I know Tommy was a once great coach and player, but I think he gets a little much credit around here. Hubie Brown is twice as senile, but is twice as informative as Tommy when watching a game. Hubie tends to actually break down a game and give a little insight into what an actual NBA coach might be thinking. While Tommy on the other hand is either crying about some sort of call that didn't go the Celtics way or dropping tidbits of basketball gospel like "The Celtics need to run more..." He kind of strikes me as that guy you play pickup with who is convinced that if the ball is passed at least 6 times a possession it will automatically go in the hoop through some sort of fundamental hoosiers magic. He seems to be stuck in the past, where the C's could just fastbreak without running a play all game and still come out on top. The NBA is a lot more complicated these days, and Tommy doesn't realize that.
No, give Tommy the credit he deserves.
If you mic'd up Hubie on the sidelines as he coached, he'd be constantly bitching about the refs. And during timeouts, he'd probably say simple stuff like "You need to run more!" Tommy commentates more like he's actually coaching the game, not merely commentating.
Even back in the 70's, Tommy's team was still a freak of strategy, it's not like every coach in the league was doing what Heinsohn was doing. Even then in the mid 70's, he was "stuck in the past", i.e., stuck in the late 50's/early 60's, stuck in Red's philosophy. And it worked. A strategy like "Run!" works no matter what, because it's based on such a fundamental building block of the game, immune to "evolution". That is, it works
if the coach can mold the players into the necessary condition for that kind of running, and that depends on whether the players in today's NBA would buy into/obey a guy like Tommy. On most teams, no, they probably wouldn't. On this team, yes, they would. It also helps that the current Celtics have great up-and-down athletes and outside shooters. The current Celtics are composed less like the 80's Celtics and far more like the 60's and especially 70's Celtics. Tommy would have a small set of plays to run in the halfcourt, just like Red did, just like Tommy did in the 70's. A motivated, healthy Tommy would win 65-70 games with this team.
Just like Doc is on pace to.
Which brings us back to the stupidity of complaining about him.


§ What you should do:
In the response, the entries must appear exactly as supplied.
——————————
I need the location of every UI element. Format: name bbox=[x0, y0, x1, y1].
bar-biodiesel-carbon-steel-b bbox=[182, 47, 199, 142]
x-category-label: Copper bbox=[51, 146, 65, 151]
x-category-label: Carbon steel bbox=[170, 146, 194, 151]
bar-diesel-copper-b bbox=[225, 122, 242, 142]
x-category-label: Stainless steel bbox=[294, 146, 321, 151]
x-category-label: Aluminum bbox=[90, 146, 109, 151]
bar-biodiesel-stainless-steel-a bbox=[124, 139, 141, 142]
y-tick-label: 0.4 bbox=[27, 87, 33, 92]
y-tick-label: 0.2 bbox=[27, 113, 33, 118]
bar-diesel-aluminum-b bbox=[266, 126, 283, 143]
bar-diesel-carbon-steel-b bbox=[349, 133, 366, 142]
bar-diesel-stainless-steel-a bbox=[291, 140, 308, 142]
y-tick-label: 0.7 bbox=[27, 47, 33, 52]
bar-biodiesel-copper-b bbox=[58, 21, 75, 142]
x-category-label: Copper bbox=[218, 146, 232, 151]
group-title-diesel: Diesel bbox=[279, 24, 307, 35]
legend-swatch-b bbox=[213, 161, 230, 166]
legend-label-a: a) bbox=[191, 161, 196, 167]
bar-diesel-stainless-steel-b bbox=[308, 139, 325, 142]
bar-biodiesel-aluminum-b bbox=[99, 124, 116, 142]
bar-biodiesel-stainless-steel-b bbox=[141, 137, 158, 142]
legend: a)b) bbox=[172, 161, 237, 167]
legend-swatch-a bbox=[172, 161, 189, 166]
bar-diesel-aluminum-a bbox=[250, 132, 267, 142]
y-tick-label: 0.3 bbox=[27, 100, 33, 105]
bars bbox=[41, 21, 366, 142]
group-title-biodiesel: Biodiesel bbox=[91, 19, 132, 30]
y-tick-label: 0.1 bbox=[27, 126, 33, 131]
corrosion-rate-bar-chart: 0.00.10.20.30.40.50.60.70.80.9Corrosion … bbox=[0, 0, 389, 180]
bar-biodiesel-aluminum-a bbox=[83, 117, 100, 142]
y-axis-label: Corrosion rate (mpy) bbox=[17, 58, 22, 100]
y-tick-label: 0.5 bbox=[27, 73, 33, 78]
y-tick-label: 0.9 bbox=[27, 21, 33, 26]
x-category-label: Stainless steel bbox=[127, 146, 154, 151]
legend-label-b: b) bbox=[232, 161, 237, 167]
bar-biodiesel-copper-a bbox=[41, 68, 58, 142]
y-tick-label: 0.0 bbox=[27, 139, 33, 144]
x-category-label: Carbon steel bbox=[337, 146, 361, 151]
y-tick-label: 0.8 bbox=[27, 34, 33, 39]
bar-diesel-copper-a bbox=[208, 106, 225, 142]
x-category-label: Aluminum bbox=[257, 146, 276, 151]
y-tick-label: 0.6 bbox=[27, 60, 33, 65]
——————————
§ Solution for this exercise:
I need the location of every UI element. Format: name bbox=[x0, y0, x1, y1].
bar-biodiesel-carbon-steel-b bbox=[182, 47, 199, 142]
x-category-label: Copper bbox=[51, 146, 65, 151]
x-category-label: Carbon steel bbox=[170, 146, 194, 151]
bar-diesel-copper-b bbox=[225, 122, 242, 142]
x-category-label: Stainless steel bbox=[294, 146, 321, 151]
x-category-label: Aluminum bbox=[90, 146, 109, 151]
bar-biodiesel-stainless-steel-a bbox=[124, 139, 141, 142]
y-tick-label: 0.4 bbox=[27, 87, 33, 92]
y-tick-label: 0.2 bbox=[27, 113, 33, 118]
bar-diesel-aluminum-b bbox=[266, 126, 283, 143]
bar-diesel-carbon-steel-b bbox=[349, 133, 366, 142]
bar-diesel-stainless-steel-a bbox=[291, 140, 308, 142]
y-tick-label: 0.7 bbox=[27, 47, 33, 52]
bar-biodiesel-copper-b bbox=[58, 21, 75, 142]
x-category-label: Copper bbox=[218, 146, 232, 151]
group-title-diesel: Diesel bbox=[279, 24, 307, 35]
legend-swatch-b bbox=[213, 161, 230, 166]
legend-label-a: a) bbox=[191, 161, 196, 167]
bar-diesel-stainless-steel-b bbox=[308, 139, 325, 142]
bar-biodiesel-aluminum-b bbox=[99, 124, 116, 142]
bar-biodiesel-stainless-steel-b bbox=[141, 137, 158, 142]
legend: a)b) bbox=[172, 161, 237, 167]
legend-swatch-a bbox=[172, 161, 189, 166]
bar-diesel-aluminum-a bbox=[250, 132, 267, 142]
y-tick-label: 0.3 bbox=[27, 100, 33, 105]
bars bbox=[41, 21, 366, 142]
group-title-biodiesel: Biodiesel bbox=[91, 19, 132, 30]
y-tick-label: 0.1 bbox=[27, 126, 33, 131]
corrosion-rate-bar-chart: 0.00.10.20.30.40.50.60.70.80.9Corrosion … bbox=[0, 0, 389, 180]
bar-biodiesel-aluminum-a bbox=[83, 117, 100, 142]
y-axis-label: Corrosion rate (mpy) bbox=[17, 58, 22, 100]
y-tick-label: 0.5 bbox=[27, 73, 33, 78]
y-tick-label: 0.9 bbox=[27, 21, 33, 26]
x-category-label: Stainless steel bbox=[127, 146, 154, 151]
legend-label-b: b) bbox=[232, 161, 237, 167]
bar-biodiesel-copper-a bbox=[41, 68, 58, 142]
y-tick-label: 0.0 bbox=[27, 139, 33, 144]
x-category-label: Carbon steel bbox=[337, 146, 361, 151]
y-tick-label: 0.8 bbox=[27, 34, 33, 39]
bar-diesel-copper-a bbox=[208, 106, 225, 142]
x-category-label: Aluminum bbox=[257, 146, 276, 151]
y-tick-label: 0.6 bbox=[27, 60, 33, 65]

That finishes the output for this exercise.